Thirty years later, after a night of reminiscing, I decided it was time that the whole world was made aware of Walking Trippy—and the blog Strange Games was born. As the blog grew I received many emails that mentioned other great, almost forgotten games, such as Split the Kipper and Spectacular Deaths, as well as queries such as what is the best game for keeping a party of hyperactive seven-year-olds under control (that would be Underpants Jumping—see page 39, if you are wondering). And now, three years on, I give you Strange Games, the book.
The aim of this book is to detail strange games, unusual sports and bizarre festivals; to reclaim the nation’s MTVd-, MP3d-, Bluetoothed-enabled youth. Its mission: to crowbar a generation of sofa-sitting lazy bastards off their backsides and send them, eager and smiling, off to the shin-kicking fields of the Cotswolds. If it results in even one headrest-embedded DVD player being ripped out so that the kids in the back of the car can concentrate on Finger Jousting or slamming their knuckles down on each other, its job will be done.
This book also includes party games, but there is no mention of pass the parcel and there are no games where you dress like Britney Spears and freeze when the music stops. Instead, there are games like Bucketheads, Body Surfing, and politically incorrect gems like Slave Market. And in this time where children’s parties get ever more expensive (as parents spend small fortunes employing professional entertainers for their little Joshuas and Jemimas and mobile phones become standard fare for party bags), Strange Games makes the revolutionary suggestion that maybe all you need to entertain the little terrors is a roll of gaffer tape and a modicum of imagination.

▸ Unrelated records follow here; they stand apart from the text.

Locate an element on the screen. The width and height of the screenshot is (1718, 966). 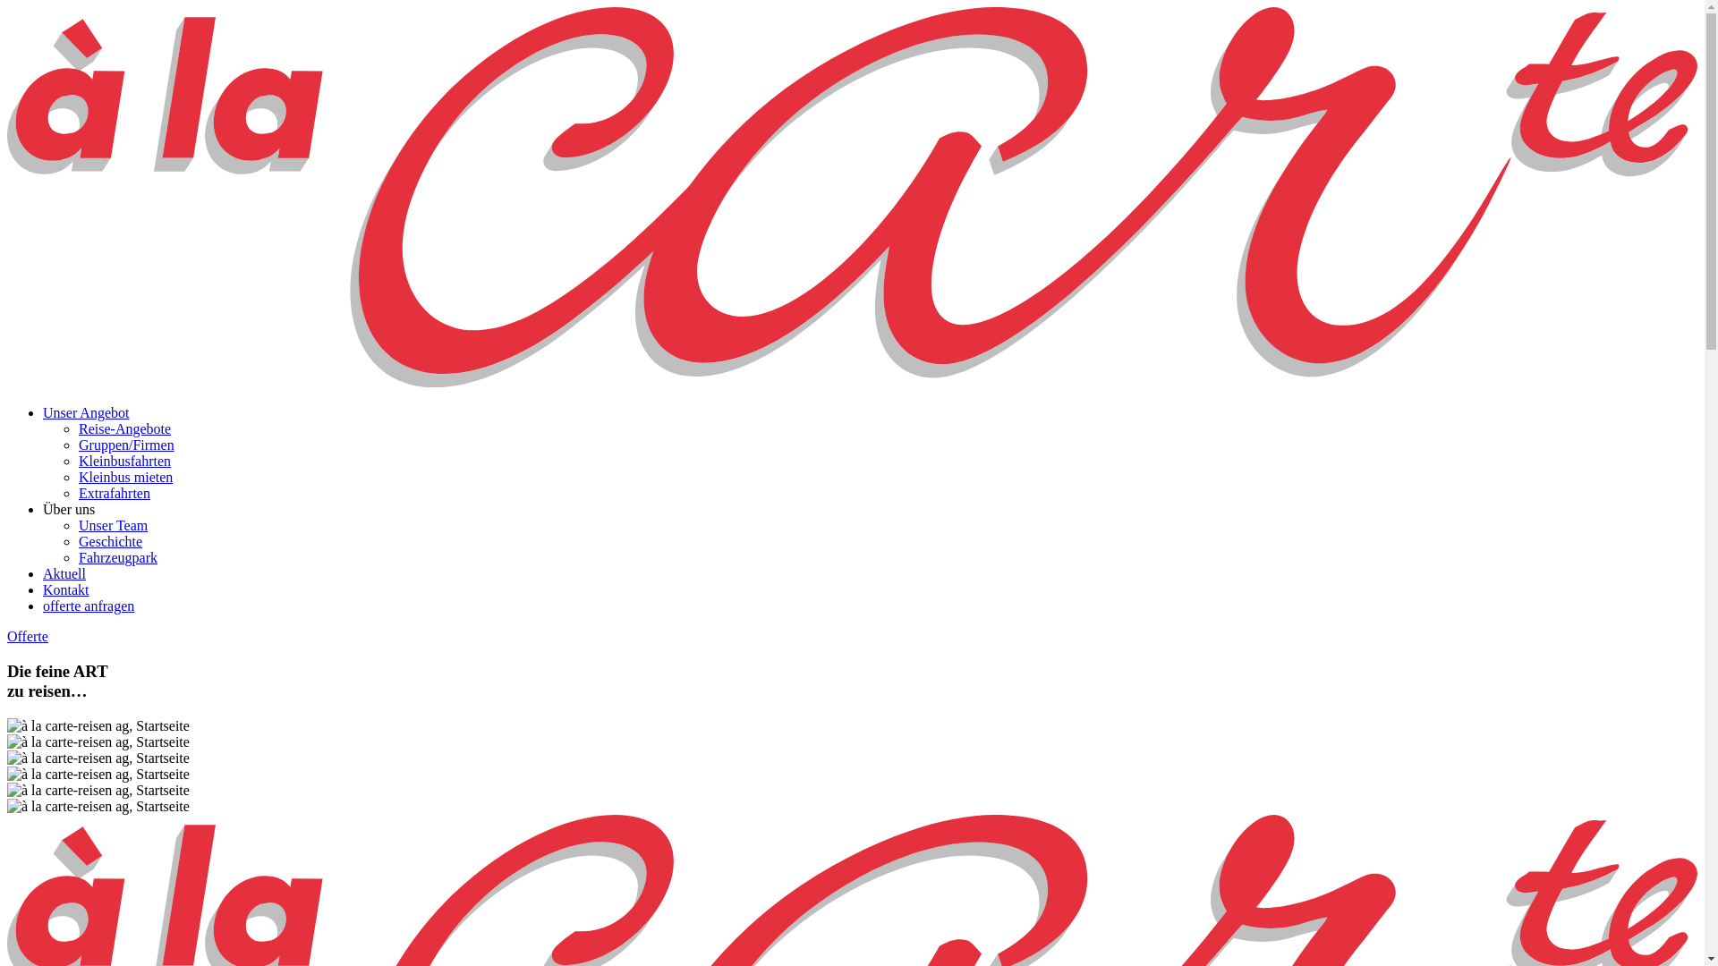
Kleinbus mieten is located at coordinates (125, 478).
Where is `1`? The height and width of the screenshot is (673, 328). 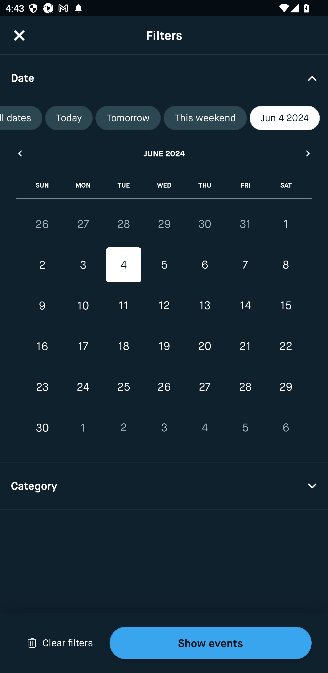
1 is located at coordinates (83, 428).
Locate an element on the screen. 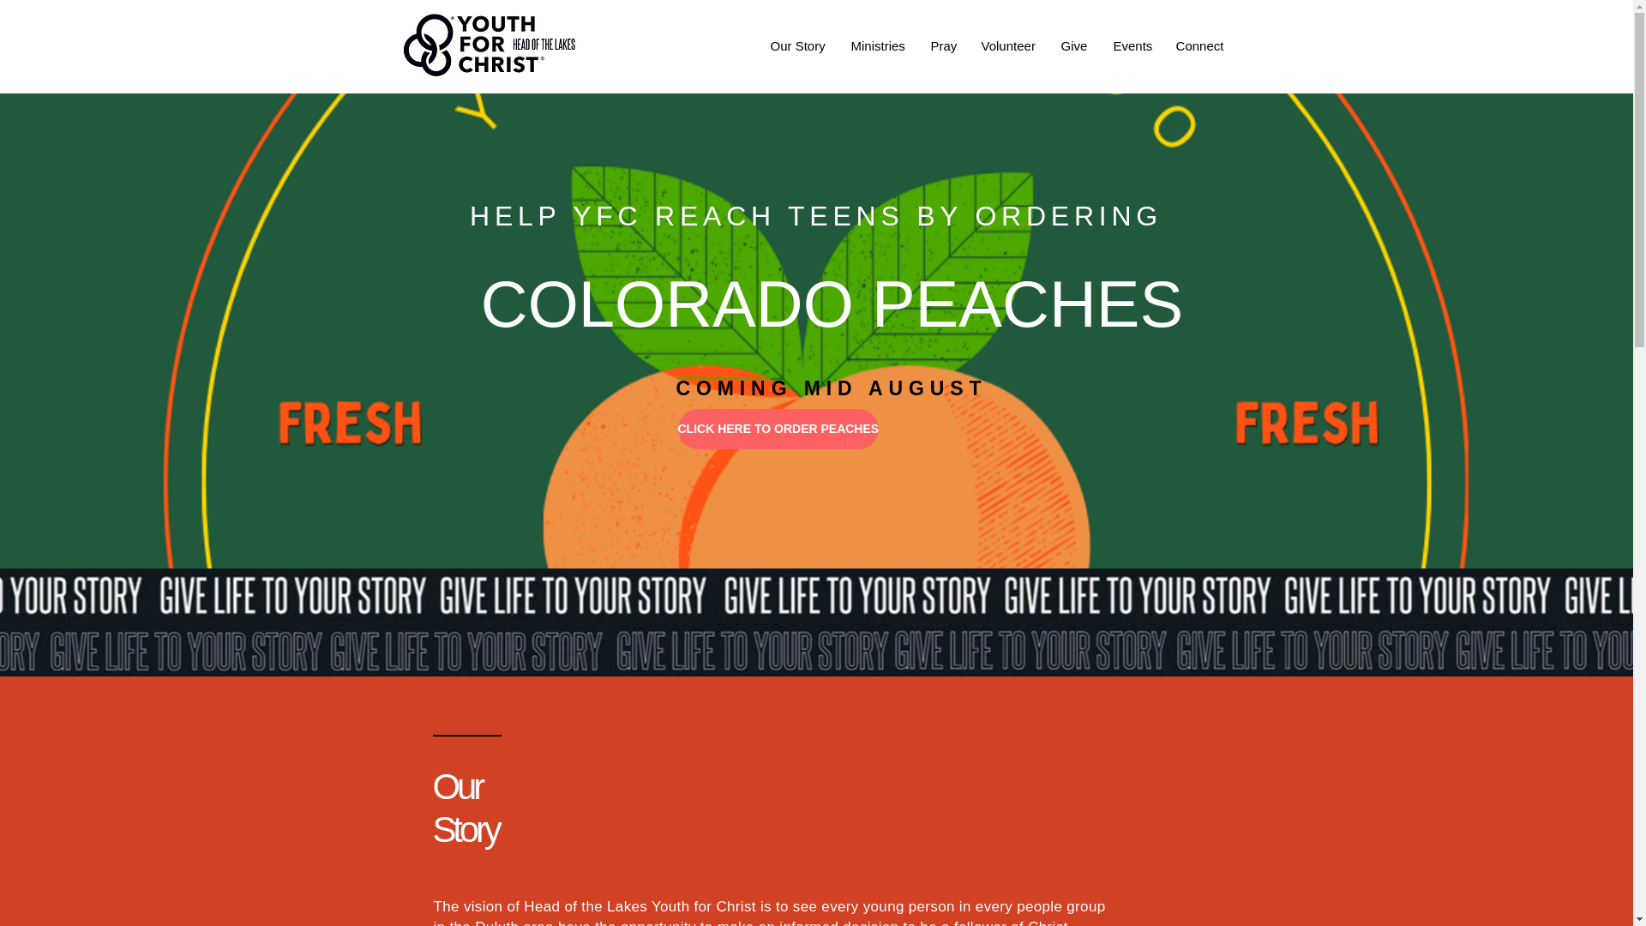 Image resolution: width=1646 pixels, height=926 pixels. Events is located at coordinates (1132, 46).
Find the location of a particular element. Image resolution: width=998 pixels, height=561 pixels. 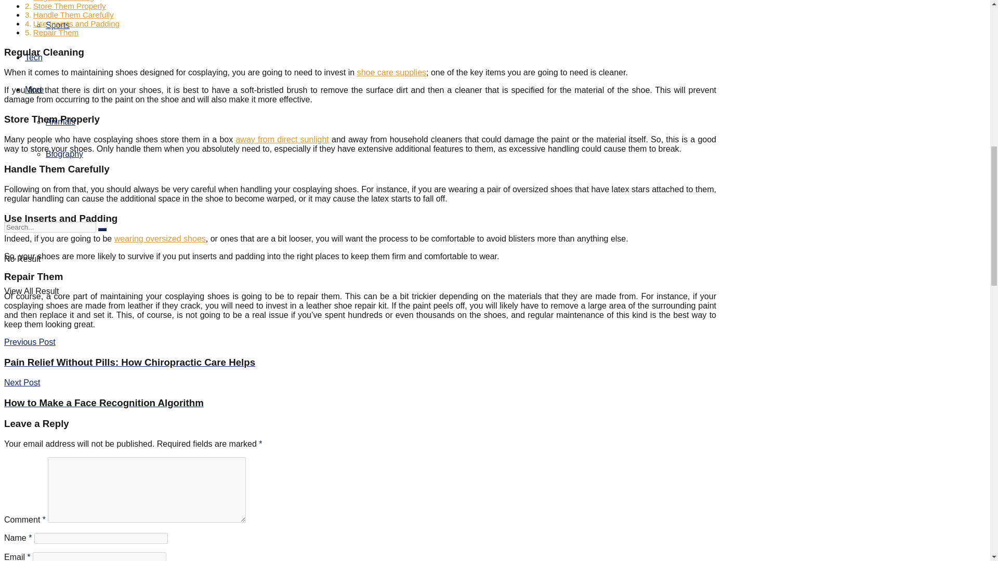

Biography is located at coordinates (64, 154).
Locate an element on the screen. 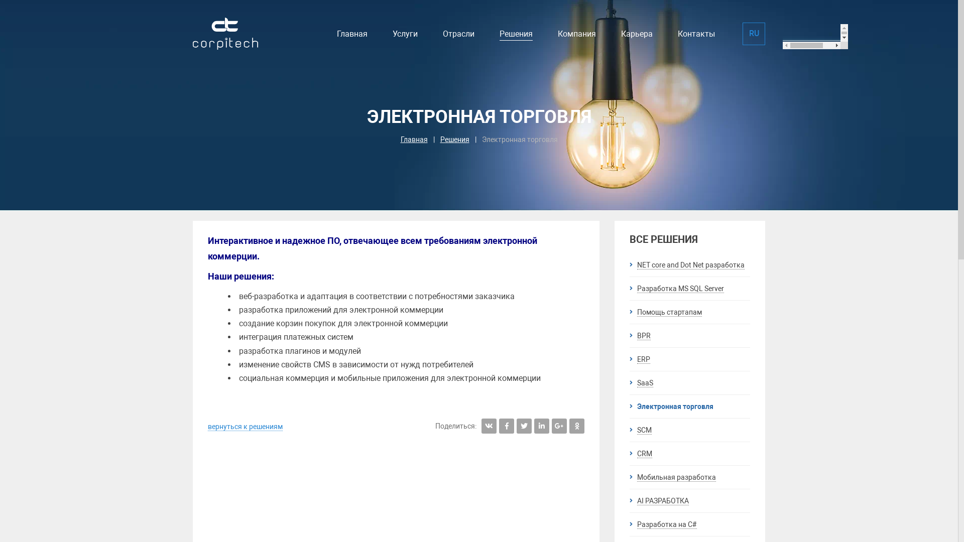 The width and height of the screenshot is (964, 542). SCM is located at coordinates (690, 430).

The world of unusual festivals and sports is well covered here, with entries on events from the well-known Cheese Rolling to the obscure, but soon to be Olympic, sport of Watermelon Ski-ing. Fruit and vegetables seem to play a large part in this world: if you are not strapping them to your feet you are throwing them, spitting their seeds, or head-butting them. Of note in this area of oddness are two locales: Finland and Gloucestershire. Both these places can make claim to being capitals of strange games, with Finland being represented by Swamp Soccer, Mobile Phone Throwing, and Wife Carrying (to name but three), and Gloucestershire by Shin Kicking, Cheese Rolling and Woolsack Carrying.
At the back of this book is a calendar detailing various strange events to go and see. Many of these are open to both spectators and new competitors. The chance to become a world champion in life is rare, but the odds greatly increase if you enter the World Worm Charming Festival or the Frozen Pea Throwing Championships.
And as the nation slips unconsiously into a homogeneous mass of couch-dwelling, fast-food guzzling idiots who watch documentaries about obese people that only eat cheese having their lives changed by Scottish poo inspectors, it is time to grab these aforementioned lazy bastards by their melon balls and force them to Toe Wrestle or play Mob Football, or, at the very least, find their nearest field so they can pick up a cow pat and fling it.
If just one person reads this book and decides to start a Dwile Flunking team, I can rest happy and look forward to meeting my maker with the knowledge that I have played my part in making the world a better place. When I close my eyes I have a vision of St Peter opening those pearly gates, smiling as I walk towards him, his hands extended towards me, palms pressed together. I can see his peaceful face now, as I quickly raise one of my hands and slap the back of one of his as hard as I can.